Wednesday, October 22, 2008

Jill Duffy on Twin Peaks’ Log Lady Intros

[Jill Duffy , Girl Reporter, looks at some extras on the Twin Peaks DVD that I did not even know about. Ignore the first few seconds of the youtube clip below.]



On the DVDs of Twin Peaks, the viewer has the option of watching the so-called Log Lady Intros. The Log Lady Intros are short, cryptic messages from the Log Lady, a Twin Peaks crazy townie named Margaret Lanterman who cradles a stump of wood at all times. Whether she is really a crazy townie or in fact a misunderstood clairvoyant, or perhaps a mystic who went mad after seeing and knowing too much, is not really known.

The Log Lady intros did not air on the original series, but David Lynch created them and ran them when the show went into syndication on Bravo, according to Wikipedia. The Lanterman character does appear in the show, but her real appeal to me is in these intros.

The intros contain clear and focused camera work, though they look very low budget, with the Log Lady perfectly centered in the frame. She is seated in what we might presume to be her own living room.

In the intros, the Log Lady speaks directly to us viewers and tells us something theoretical and at times otherworldly. Before episode no. 1, she talks about “reasons” – (which I thought could be interpreted ostensibly as “motives”). In episode no. 2, she talks about “ideas,” saying everything we know in this world is someone’s “idea” and that “some ideas can arrive in the form of a dream,” which she repeats for emphasis: “I can say it again: some ideas arrive in the form of a dream.” But no matter the content, the Log Lady is speaking to us. She could be, it seems, filming herself, having set up a simple home video camera in her living room. (I know on the embedded video there is a slow but subtle zoom, but this is not the case on the DVD version.) She is making vignettes of herself for someone -- us. It’s a breaking of the fourth wall, but it feels creepy rather than awakening.

Unlike the rest of the show’s story, which we watch unfold before us or visit in flashbacks, we have no idea when the Log Lady Intros are supposedly being taped within the universe of Twin Peaks. Does the Log Lady make a new tape every day, just as the episodes of Twin Peaks are more or less the events of one consecutive day after the other? Were all the intros filmed after the events of the show? And how does the Log Lady know that we are watching? Why does she have this privilege of speaking to us, of knowing that we are watching, when the rest of Twin Peaks does not? She is a part of the town and a part of the show, and yet somehow, she also has a relationship to the viewer.

It’s these complex series of relationships she has with different worlds – the world within Twin Peaks, the world “beyond the Fire,” and the real world of the television show viewer -- that makes her prescient nature all the more frightening. It makes sense that she knows about the town, and it is creepy that she knows about whatever is beyond the fire, but how in the hell does she know about me? The Log Lady intros blur the line between Twin Peaks and reality, allowing more of that David Lynch creepiness to penetrate beyond the TV screen.

“To introduce this story, let me just say it encompasses the All – it is beyond the Fire, though few would know that meaning. It is a story of many, but begins with one, and I knew her. The one leading to the many is Laura Palmer. Laura is the one.” -- Excerpt from Log Lady Intro before the Pilot

(Note: Although there is some discrepancy about how to number the episodes, I call the pilot simply “the pilot’ and the first one-hour episode no. 1.)

2 comments:

Ted Poirier said...

3 years late but:
"It makes sense that she knows about the town, and it is creepy that she knows about whatever is beyond the fire, but how in the hell does she know about me? The Log Lady intros blur the line between Twin Peaks and reality, allowing more of that David Lynch creepiness to penetrate beyond the TV screen."

THANKS for putting this phenomenon into words, love these intros and they do seem to connect my current life events to the show in a very spiritual way,SHE KNOWS ME>

Anonymous said...

Tornado, she knows you because you want her to know you.

The intros are but a cryptic summary of the episodes. That they seem detached from the show in form is not a great quality in my opinion, and I think that they are, in many ways, out of character. The Log Lady has always been cryptical, yet precise in her lines, but she had no need for philosophical renderings. She simply knew things, and she said them. Her sentences were cryptic, yes, but to the point and without filter. Also, she seemed to suffer a lacking in the social skills. She didn't understand people, and they didn't understand her.

Where does this sudden need to talk come from? And the need to explain? The intros are almost boastful. In the series, the Log Lady speaks almost only when she has something important to speak of. And when she doesn't have anything important to say, she spits. Why is she suddenly speaking none-stop to no one i particular - of things that have no urgency whatsoever?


**EXERCISE INSTRUCTIONS**
Your answer should be only the lines below from the one with "Direct me to *tower*." to the one with "x2, y2) format.", repeated exactly, ends included.

**SUPPLIED DATA**

=== Begin Enclosure ===

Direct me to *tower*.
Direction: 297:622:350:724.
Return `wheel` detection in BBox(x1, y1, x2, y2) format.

=== End Enclosure ===
=== Begin Enclosure ===

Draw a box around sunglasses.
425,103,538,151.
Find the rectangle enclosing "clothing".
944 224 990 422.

=== End Enclosure ===

**ANSWER FOR THIS EXERCISE**
Direct me to *tower*.
Direction: 297:622:350:724.
Return `wheel` detection in BBox(x1, y1, x2, y2) format.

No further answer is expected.